Mike Shampine says he likes to think the Decatur Trades and Labor Assembly also has continued Mangan's tradition. Shampine is president of the organization, which serves as an umbrella for local AFL-CIO unions.

"We champion those standing out and speaking out against wrongs done against workers," he said, then quickly shifted gears to lament the large number of union jobs lost during the past 3½ years. New jobs in the service industry often don't provide an even swap for the good-paying union jobs lost, he said.

Mangan would have had the same complaints, Shampine said.

Though Mangan got involved in labor issues during a lockout at Staley and strikes at Bridgestone/Firestone and Caterpillar Inc., he still would have no trouble finding labor issues to work on in the community, said Bourgeois.

"Whenever he saw rights denied, he stepped up to the plate," she said.

As a reminder of that, the plaque she accepted Saturday will be hung in the vestibule of St. James, next to a picture of the revered father.

"He's a legend," she said.

Franklin Rosemont Remembered

Webtrax Admin

Sadly, the Illinois Labor History Society reports the death of Franklin Rosemont, managing editor of the Charles H. Kerr Publishing Co., arguably this country's most important publisher of labor, radical and what might be called "alternative" books.

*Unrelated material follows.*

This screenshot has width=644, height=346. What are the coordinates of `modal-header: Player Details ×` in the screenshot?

Organized in 1886, the Kerr Company introduced Marx to the American political discussion through publication of the Communist Manifesto. Kerr also published the International Socialist Review. During the great Pullman Strike of 1894, Kerr brought out The Pullman Strike by Rev. William Carwardine, Methodist minister at Pullman, which provided a full account of the workers' grievances against the Company. When Mother Jones wrote her Autobiography, it was at the behest of Kerr who published this classic in 1925 with an introduction by Clarence Darrow. The Autobiography and The Pullman Strike were reprinted under the sponsorship of the Illinois Labor History Society in 1971-72, shortly after the founding of the Society in 1969.

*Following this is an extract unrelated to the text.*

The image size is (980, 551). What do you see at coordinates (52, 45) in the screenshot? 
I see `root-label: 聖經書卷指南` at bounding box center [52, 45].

A member of the IWW since his childhood, Franklin was the son of Henry Rosemont, a prominent figure in the Chicago Typographical Union, and of Sally Rosemont, a jazz musician and union member. He was elected to the Board of Trustees of the ILHS in 1981, where he served until his untimely death at age 65 on April 12, 2009. He and his wife Penelope, Secretary-Treasurer of the Kerr Company, were inducted into the Union Hall of Honor of the Illinois Labor History Society in 2005. The citation describes them as "faithful stewards of the Charles H. Kerr Company, publishers of labor and radical classics since 1886."

Franklin was an author in his own right, his most recent book being Joe Hill: The IWW & the Making of a Revolutionary Workingclass Counterculture. Profuse with IWW illustrations, it should be in every labor historian's collection. Another of his major contributions is the Haymarket Scrapbook, written with David Roediger in 1986 to mark the centennial of the Haymarket Tragedy. The Big Red Song Book was his most recent collaboration with David Roediger, Salvatore Salerno and the late great folklorist Archie Green.